I have been using Dremio for a year and a half. My main use case for Dremio is that I am able to access multiple databases and I can easily and quickly connect Dremio with my dashboards. In my recent project, my databases are full of information about our insurance operation, and I monitor my KPIs by connecting Dremio to my dashboards. I have multiple KPIs that I have to stay tuned to, and I need to access that very quickly and in an easy way, which is how Dremio helps me. About my use case with Dremio, I find databases that I don't know very much about, and in that web environment of Dremio, I am able to scroll and navigate through the databases by searching for an example or a column name, so it is much easier to navigate through with that kind of help.
I have been using Dremio on and off as a data warehouse for the past three years. My main use case for Dremio is that we use it as a logical data warehouse where we use Dremio with VDSs as an alternative to AWS Glue or Apache Hive. As we are working with our ETL at the end of all of it, after the data types and everything have been cast, we make that available on Dremio as VDS and then we move on to our further data warehousing schemes within Dremio. We use Dremio enterprise-wide now, and the key use case has been reducing our costs when it comes to data storage. Our main use case for Dremio is as a data warehouse, and the challenge that it helped us solve is that physical data warehouses such as Redshift have storage and hardware upscaling conflicts. Dremio helps us decouple those and lets us catalog more. We can manage everything under one system.
I use Dremio for proof of concept purposes. I haven't used it in a real-time project, however, I explore Dremio as a data virtualization application in the ecosystem. It is relatively new, possibly a one-year or two-year-old system.
We use Dremio for financial data analytics and as a data lake. We connect Dremio with Oracle, Docker, MySQL, and utilize it for Power BI. Additionally, we use it to process data from MongoDB, although we face occasional challenges with NoSQL integration.
We use Dremio for data engineering.
We have been using it to build one of our frameworks. We primarily use Dremio to create a data framework and a data queue. It's being used in combination with DBT and Databricks.
Dremio is a platform that enables you to perform high-performance queries from a data lake. It helps you manage that data in a sophisticated way. The use cases are broad, but it allows you to make extremely good use of data in a data lake. It gives you data warehouse capabilities with data lake data.
I can visualize traffic from BI and Tableau on the same page and have my tables and schema on the same page. The data link comprises everything. If I want one structure, I connect it to a big table in the hive and the data team that could read my SQL work on my tables, schemas, table structures and everything all in one place. Dermio is as good as any other Presto engine.

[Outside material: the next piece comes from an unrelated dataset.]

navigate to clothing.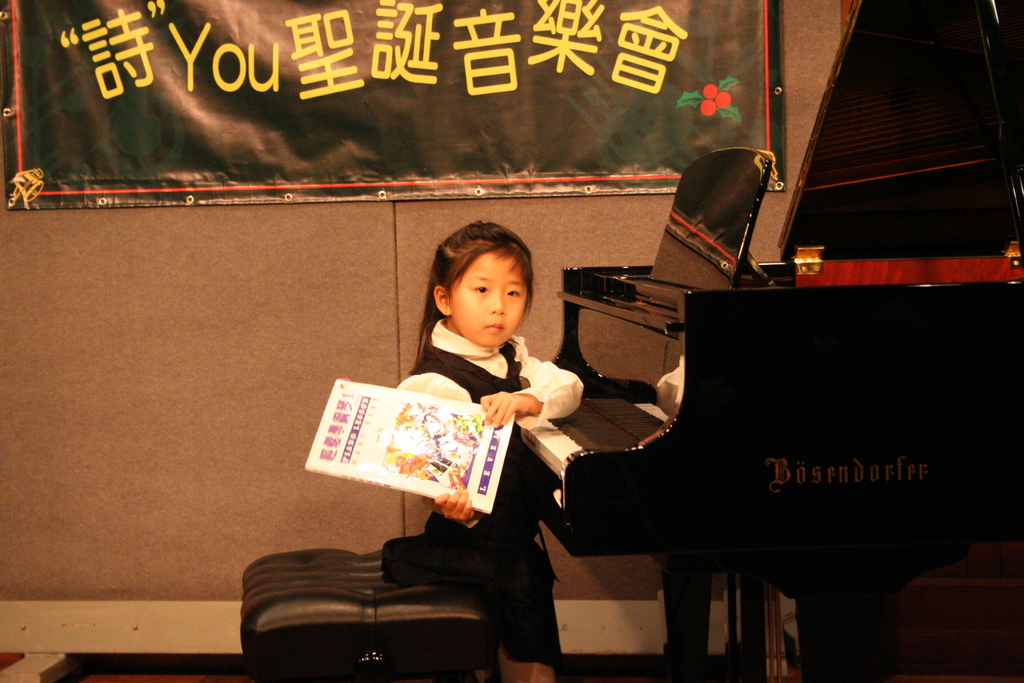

I have used this solution as an ETL tool to create data marks on data lakes for bridging. I have used it as a greater layer for ad-hoc queries and for some services which do not require sub-second latency to credit data from very big data lakes. I have also used it to manage simple ad-hoc queries similar to Athena, Presto or BigQuery. We do not have a large number of people using this solution because it's mainly setup as a service to service integration. We integrated a big workload when we started using Dremio and this was very expensive. The migration is still in progress. As soon as this migration is finished, we plan to migrate ad-hoc queries from our analytical team.